If I were to buy an extra Micro-USB cable or replace a broken one, I’d choose Anker’s PowerLine Micro USB (3ft), because it hits all the right notes in terms of design, functionality, and price. We can’t test every cable, but we’ve tested dozens of Micro-USB cables over hundreds of hours and compared the PowerLine against our
previous picks, and Anker’s cable is easy to recommend.
previous picks, and Anker’s cable is easy to recommend.
Our pick
Anker PowerLine Micro USB (3ft)
Anker’s PowerLine cables are fast, sturdy, and inexpensive, plus they come with a great warranty.
Anker’s PowerLine cables charge Micro-USB accessories and devices at their maximum speed.1 The cables also address the number one request of our readers: durability. Anker builds its PowerLine cables with Kevlar fiber and PVC strain-relief collars that should prevent fraying during normal use. The cables are also affordable, with even the most-expensive model—the 10-foot length—priced at less than $10. Add Anker’s solid reputation for hardware quality, the company’s well-regarded customer service, and an impressive 18-month warranty, and you can see why this cable is our pick.
Why you should trust me
From March 2011 to July 2014, I was the accessories editor at iLounge. During my tenure I reviewed more than 1,000 products, including dozens upon dozens of cables. Some were great, and others literally fell apart in my hands. While at The Wirecutter, I’ve tested more than 100 additional cables, gaining solid insight into what to look for in a good cable.
How we picked
You’ll find hundreds of different Micro-USB cables for sale, and for good reason: With the exception of Apple products (which use Lightning-to-USB cables), almost every modern portable device charges with a cable that has a standard USB Type-A plug on one side and a USB 2.0 Micro-B connector on the other. Many portable hard drives also use such a cable, for both power and data transfers. (Some recent smartphones use USB-C, but they’re few and far between. A few devices still use USB 3.0 Micro-B plugs, but that connector has all but disappeared from phones and tablets.) Not sure which plugs are which? Here’s a great illustrated reference.
For the previous version of this guide, we sent more than 30 cables to a former NASA engineer, who tore them apart to examine their internals; we also tested each cable’s charging and data-transfer rates. But in that testing and over the months and years that we’ve been using those cables for long-term testing, we found no real differences, in charging or data-transfer performance, between our top picks and other good models. As long as a cable was properly constructed—and most models from known, reputable vendors are—it worked great.
What we did notice was if the cables started to come apart over extended use. And reader comments, along with customer reviews on sites such as Amazon.com, indicate that the biggest complaint about cables is that they eventually break, especially if you aren’t careful in how you plug and unplug them.
Because of these experiences and test results, we’re no longer testing dozens of cables—as I mentioned above, the good ones all test similarly, and even if they didn’t, we’d never be able to test enough of them to say, conclusively, which one is the “best.” In addition, cables are a commodity product, and even well-known companies such as Monoprice and Amazon routinely discontinue cables and replace them with different models, or silently change construction or components.
Instead, for this update we looked for cables that let you transfer data and charge devices as quickly as possible, come from a reputable company at the right price, and have proven to be durable in long-term testing. No cable will last forever, but we’re confident that our pick will last as long as anything else you can get at a reasonable price.
In other words, these are the cables we’d buy ourselves. If you find something that better meets your personal criteria, that’s terrific! Our pick is simply a great option that we don’t hesitate to recommend.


• _Problem to work on_: Below are the records; collect from them each line containing the string "series".

• _Source material_:
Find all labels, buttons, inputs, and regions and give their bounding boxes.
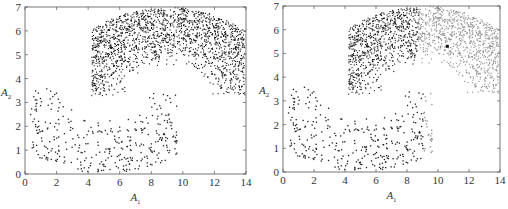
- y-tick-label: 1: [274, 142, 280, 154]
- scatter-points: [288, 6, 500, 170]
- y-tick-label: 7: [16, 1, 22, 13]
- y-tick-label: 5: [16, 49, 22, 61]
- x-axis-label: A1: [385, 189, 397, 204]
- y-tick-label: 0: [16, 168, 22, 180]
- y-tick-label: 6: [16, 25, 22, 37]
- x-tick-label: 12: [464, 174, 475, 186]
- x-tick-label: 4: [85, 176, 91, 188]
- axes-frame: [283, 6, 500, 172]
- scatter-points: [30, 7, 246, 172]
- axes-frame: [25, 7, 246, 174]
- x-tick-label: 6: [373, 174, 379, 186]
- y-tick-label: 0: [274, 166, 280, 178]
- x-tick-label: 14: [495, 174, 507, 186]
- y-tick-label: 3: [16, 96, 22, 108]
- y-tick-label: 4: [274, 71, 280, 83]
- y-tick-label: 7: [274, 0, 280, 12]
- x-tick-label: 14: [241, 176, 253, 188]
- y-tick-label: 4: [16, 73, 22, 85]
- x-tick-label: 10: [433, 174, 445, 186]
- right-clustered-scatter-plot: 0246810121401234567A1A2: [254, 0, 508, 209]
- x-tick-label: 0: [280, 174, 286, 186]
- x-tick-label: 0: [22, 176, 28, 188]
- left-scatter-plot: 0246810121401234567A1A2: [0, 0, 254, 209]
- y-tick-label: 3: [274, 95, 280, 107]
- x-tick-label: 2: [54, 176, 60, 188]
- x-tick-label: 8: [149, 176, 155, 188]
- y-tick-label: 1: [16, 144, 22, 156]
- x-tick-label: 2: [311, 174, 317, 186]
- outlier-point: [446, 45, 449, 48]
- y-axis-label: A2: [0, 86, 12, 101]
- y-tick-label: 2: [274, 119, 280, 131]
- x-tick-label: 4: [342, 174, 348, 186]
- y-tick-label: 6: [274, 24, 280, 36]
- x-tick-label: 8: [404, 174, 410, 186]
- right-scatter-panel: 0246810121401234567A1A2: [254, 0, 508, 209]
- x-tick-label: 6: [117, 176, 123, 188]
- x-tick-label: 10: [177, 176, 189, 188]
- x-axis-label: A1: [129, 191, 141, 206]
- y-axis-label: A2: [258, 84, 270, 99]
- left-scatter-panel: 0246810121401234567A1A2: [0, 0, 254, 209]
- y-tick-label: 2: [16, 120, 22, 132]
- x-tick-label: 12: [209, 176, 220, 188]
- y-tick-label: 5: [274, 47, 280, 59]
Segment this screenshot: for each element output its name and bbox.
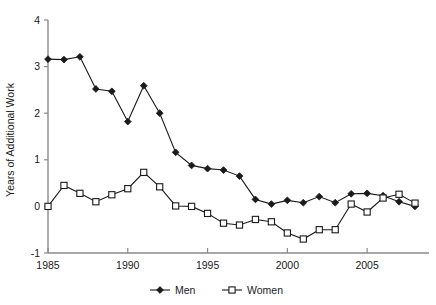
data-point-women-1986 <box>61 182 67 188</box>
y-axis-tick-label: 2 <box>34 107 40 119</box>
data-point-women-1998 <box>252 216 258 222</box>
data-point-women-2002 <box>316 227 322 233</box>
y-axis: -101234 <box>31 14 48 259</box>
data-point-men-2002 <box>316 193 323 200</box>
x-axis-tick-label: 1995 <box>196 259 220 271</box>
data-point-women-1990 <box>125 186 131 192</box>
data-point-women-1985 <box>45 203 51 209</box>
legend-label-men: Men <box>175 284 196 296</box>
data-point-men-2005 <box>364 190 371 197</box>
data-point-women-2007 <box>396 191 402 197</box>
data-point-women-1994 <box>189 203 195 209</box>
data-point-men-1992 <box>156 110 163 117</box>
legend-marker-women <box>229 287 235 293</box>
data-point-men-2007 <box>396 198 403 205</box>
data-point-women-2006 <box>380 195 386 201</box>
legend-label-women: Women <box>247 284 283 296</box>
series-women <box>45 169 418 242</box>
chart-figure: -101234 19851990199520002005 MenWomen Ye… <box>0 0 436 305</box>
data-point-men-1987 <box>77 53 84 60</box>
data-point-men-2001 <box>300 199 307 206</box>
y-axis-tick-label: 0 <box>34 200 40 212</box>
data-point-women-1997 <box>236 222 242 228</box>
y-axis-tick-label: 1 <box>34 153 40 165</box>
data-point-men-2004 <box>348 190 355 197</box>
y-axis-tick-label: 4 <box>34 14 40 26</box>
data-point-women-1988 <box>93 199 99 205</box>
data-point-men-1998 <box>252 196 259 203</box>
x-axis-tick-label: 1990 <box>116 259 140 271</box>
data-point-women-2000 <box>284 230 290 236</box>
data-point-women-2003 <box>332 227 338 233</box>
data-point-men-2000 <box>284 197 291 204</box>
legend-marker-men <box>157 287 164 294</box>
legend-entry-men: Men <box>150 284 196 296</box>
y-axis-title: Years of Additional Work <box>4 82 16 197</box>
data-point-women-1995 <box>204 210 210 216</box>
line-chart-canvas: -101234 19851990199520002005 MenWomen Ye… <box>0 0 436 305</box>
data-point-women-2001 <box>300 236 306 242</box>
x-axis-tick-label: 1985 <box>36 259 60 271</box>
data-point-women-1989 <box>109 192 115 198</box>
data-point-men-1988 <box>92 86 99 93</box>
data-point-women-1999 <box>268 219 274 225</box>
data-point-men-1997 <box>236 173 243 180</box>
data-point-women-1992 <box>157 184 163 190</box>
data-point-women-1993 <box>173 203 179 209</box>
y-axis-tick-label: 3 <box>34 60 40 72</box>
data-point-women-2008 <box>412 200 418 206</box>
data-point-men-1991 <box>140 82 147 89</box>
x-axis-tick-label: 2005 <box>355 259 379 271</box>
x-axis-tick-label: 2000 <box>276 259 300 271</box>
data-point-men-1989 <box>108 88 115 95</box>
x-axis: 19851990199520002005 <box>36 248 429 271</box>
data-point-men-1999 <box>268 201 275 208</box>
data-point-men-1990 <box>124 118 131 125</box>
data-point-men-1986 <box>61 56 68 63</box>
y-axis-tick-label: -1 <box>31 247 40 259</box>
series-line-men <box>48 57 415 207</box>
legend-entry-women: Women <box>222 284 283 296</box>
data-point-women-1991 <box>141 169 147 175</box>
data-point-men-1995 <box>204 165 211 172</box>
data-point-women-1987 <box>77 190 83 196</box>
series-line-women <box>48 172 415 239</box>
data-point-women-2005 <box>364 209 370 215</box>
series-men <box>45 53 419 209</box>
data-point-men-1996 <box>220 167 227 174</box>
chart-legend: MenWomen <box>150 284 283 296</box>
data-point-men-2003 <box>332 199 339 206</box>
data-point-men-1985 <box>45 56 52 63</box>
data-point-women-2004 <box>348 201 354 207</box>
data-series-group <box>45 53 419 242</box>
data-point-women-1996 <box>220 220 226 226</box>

• _Response area_:
series-women <box>45 169 418 242</box>
series-line-men <box>48 57 415 207</box>
series-line-women <box>48 172 415 239</box>
series-men <box>45 53 419 209</box>
data-series-group <box>45 53 419 242</box>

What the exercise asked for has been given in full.